I am relatively new to Python. I am studying Disjoint sets, and implemented it as follows:
class DisjointSet:
def __init__(self, vertices, parent):
self.vertices = vertices
self.parent = parent
def find(self, item):
if self.parent[item] == item:
return item
else:
return self.find(self.parent[item])
def union(self, set1, set2):
self.parent[set1] = set2
Now in the driver code:
def main():
vertices = ['a', 'b', 'c', 'd', 'e', 'h', 'i']
parent = {}
for v in vertices:
parent[v] = v
ds = DisjointSet(vertices, parent)
print("Print all vertices in genesis: ")
ds.union('b', 'd')
ds.union('h', 'b')
print(ds.find('h')) # prints d (OK)
ds.union('h', 'i')
print(ds.find('i')) # prints i (expecting d)
main()
So, at first I initialized all nodes as individual disjoint sets.
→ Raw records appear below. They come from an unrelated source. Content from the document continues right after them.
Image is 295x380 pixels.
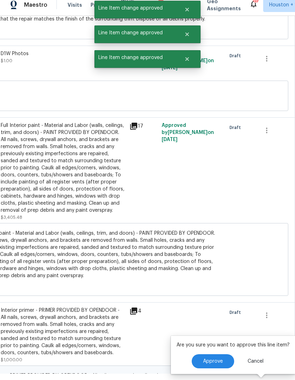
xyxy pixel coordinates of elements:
span: [DATE] [162,137,178,142]
span: Cancel [248,359,263,364]
button: Close [175,27,199,41]
p: Are you sure you want to approve this line item? [176,342,290,349]
span: Approved by [PERSON_NAME] on [162,123,214,142]
div: D1W Photos [1,50,125,57]
span: $3,405.48 [1,215,22,220]
span: Line Item change approved [94,1,175,16]
span: Projects [91,1,112,8]
div: Full Interior paint - Material and Labor (walls, ceilings, trim, and doors) - PAINT PROVIDED BY O... [1,122,125,214]
div: 17 [129,122,157,131]
span: [DATE] [162,65,178,70]
span: Visits [68,1,82,8]
button: Cancel [236,354,275,369]
div: 4 [129,307,157,315]
span: Approved by [PERSON_NAME] on [162,51,214,70]
span: $1,000.00 [1,358,22,362]
div: Interior primer - PRIMER PROVIDED BY OPENDOOR - All nails, screws, drywall anchors, and brackets ... [1,307,125,356]
span: Approve [203,359,223,364]
button: Close [175,52,199,66]
button: Approve [192,354,234,369]
span: Draft [230,52,244,59]
button: Close [175,2,199,17]
span: $1.00 [1,59,12,63]
span: Draft [230,124,244,131]
span: Maestro [24,1,47,8]
span: Line Item change approved [94,50,175,65]
span: Draft [230,309,244,316]
span: Line Item change approved [94,25,175,40]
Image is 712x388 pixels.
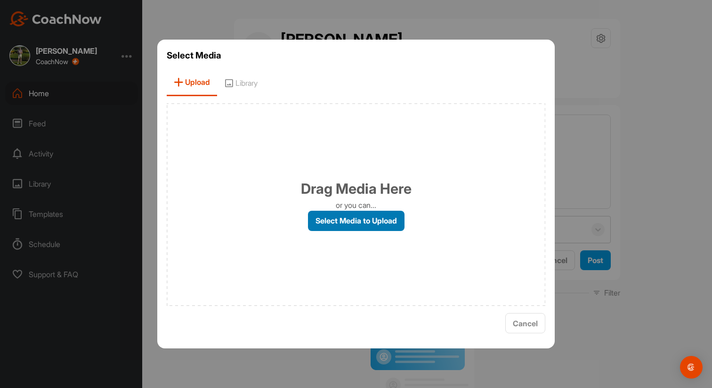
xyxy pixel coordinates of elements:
[301,178,412,199] h1: Drag Media Here
[513,318,538,328] span: Cancel
[680,356,703,378] div: Open Intercom Messenger
[167,49,545,62] h3: Select Media
[336,199,376,211] p: or you can...
[217,69,265,96] span: Library
[308,211,405,231] label: Select Media to Upload
[505,313,545,333] button: Cancel
[167,69,217,96] span: Upload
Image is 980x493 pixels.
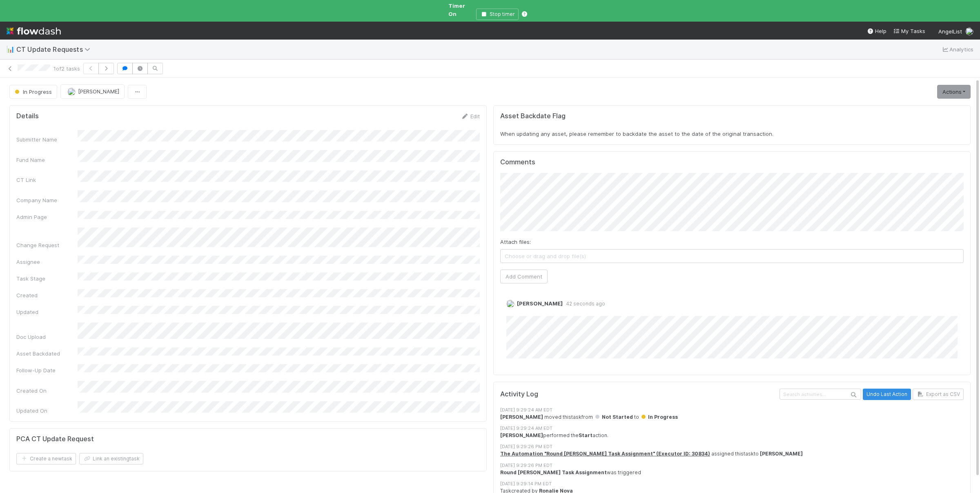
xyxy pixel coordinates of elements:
div: Fund Name [16,156,78,164]
div: Asset Backdated [16,349,78,358]
img: logo-inverted-e16ddd16eac7371096b0.svg [7,24,61,38]
button: Export as CSV [912,389,964,400]
div: Updated On [16,407,78,415]
span: Choose or drag and drop file(s) [500,250,963,263]
strong: [PERSON_NAME] [760,451,802,457]
h5: PCA CT Update Request [16,435,94,443]
div: Updated [16,308,78,316]
a: Analytics [942,45,974,55]
button: Stop timer [476,8,519,20]
h5: Details [16,112,38,121]
div: was triggered [500,469,964,477]
button: Link an existingtask [79,453,143,465]
a: Edit [460,113,480,120]
button: In Progress [9,85,57,99]
span: Not Started [594,414,633,420]
span: My Tasks [893,28,925,35]
strong: [PERSON_NAME] [500,414,543,420]
div: [DATE] 9:29:26 PM EDT [500,462,964,469]
img: avatar_55b415e2-df6a-4422-95b4-4512075a58f2.png [507,299,514,308]
div: Created [16,291,78,299]
div: Company Name [16,197,78,204]
div: [DATE] 9:29:14 PM EDT [500,481,964,488]
button: [PERSON_NAME] [61,84,125,98]
button: Undo Last Action [863,389,911,400]
h5: Comments [500,158,964,167]
strong: Start [579,432,593,438]
div: Admin Page [16,213,78,221]
div: moved this task from to [500,414,964,421]
h5: Asset Backdate Flag [500,112,964,121]
span: Timer On [448,2,473,18]
div: Assignee [16,258,78,266]
span: In Progress [13,88,51,95]
div: performed the action. [500,432,964,439]
div: Follow-Up Date [16,366,78,375]
a: The Automation "Round [PERSON_NAME] Task Assignment" (Executor ID: 30834) [500,451,710,457]
span: 42 seconds ago [563,301,605,307]
strong: Round [PERSON_NAME] Task Assignment [500,469,606,475]
strong: [PERSON_NAME] [500,432,543,438]
span: [PERSON_NAME] [78,88,119,94]
span: When updating any asset, please remember to backdate the asset to the date of the original transa... [500,131,773,137]
span: 1 of 2 tasks [54,65,80,73]
div: [DATE] 9:29:26 PM EDT [500,443,964,451]
div: assigned this task to [500,451,964,458]
span: In Progress [640,414,678,420]
input: Search activities... [779,389,861,400]
div: Submitter Name [16,135,78,144]
div: Change Request [16,241,78,250]
span: Timer On [448,2,465,17]
div: [DATE] 9:29:24 AM EDT [500,425,964,432]
div: Created On [16,387,78,395]
a: Actions [937,85,971,99]
img: avatar_55b415e2-df6a-4422-95b4-4512075a58f2.png [68,88,75,96]
div: Doc Upload [16,333,78,341]
div: Help [867,27,886,35]
div: CT Link [16,176,78,184]
h5: Activity Log [500,390,778,399]
button: Create a newtask [16,453,76,465]
span: 📊 [7,46,15,53]
button: Add Comment [500,270,547,283]
span: CT Update Requests [16,45,95,54]
label: Attach files: [500,238,531,246]
span: AngelList [938,28,962,35]
span: [PERSON_NAME] [517,300,563,307]
div: [DATE] 9:29:24 AM EDT [500,407,964,414]
div: Task Stage [16,275,78,283]
a: My Tasks [893,27,925,35]
img: avatar_55b415e2-df6a-4422-95b4-4512075a58f2.png [965,28,974,35]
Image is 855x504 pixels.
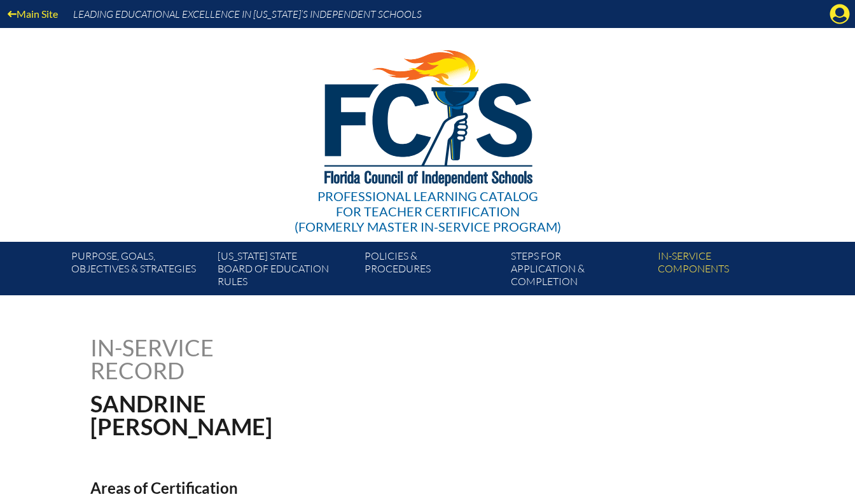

Then unioned bd
and hb
which makes the set: hbd
then hi
is unioned, which should (as I assumed) give us the set: ihbd
. I understand that due to setting the parent in this line of union(set1, set2)
:
self.parent[set1] = set2
I am setting the parent of h
as i
and thus removing it from the set of bd
. How can I achieve a set of ihbd
where the order of the params in union()
won't yield different results?
Your program is not working correctly because you have misunderstood the algorithm for disjoint set implementation. Union is implemented by modifying the parent of the root node rather than the node provided as input. As you have already noticed, blindly modifying parents of any node you receive in input will just destroy previous unions.
Here's a correct implementation:
def union(self, set1, set2):
root1 = self.find(set1)
root2 = self.find(set2)
self.parent[root1] = root2
I would also suggest reading Disjoint-set data structure for more info as well as possible optimizations.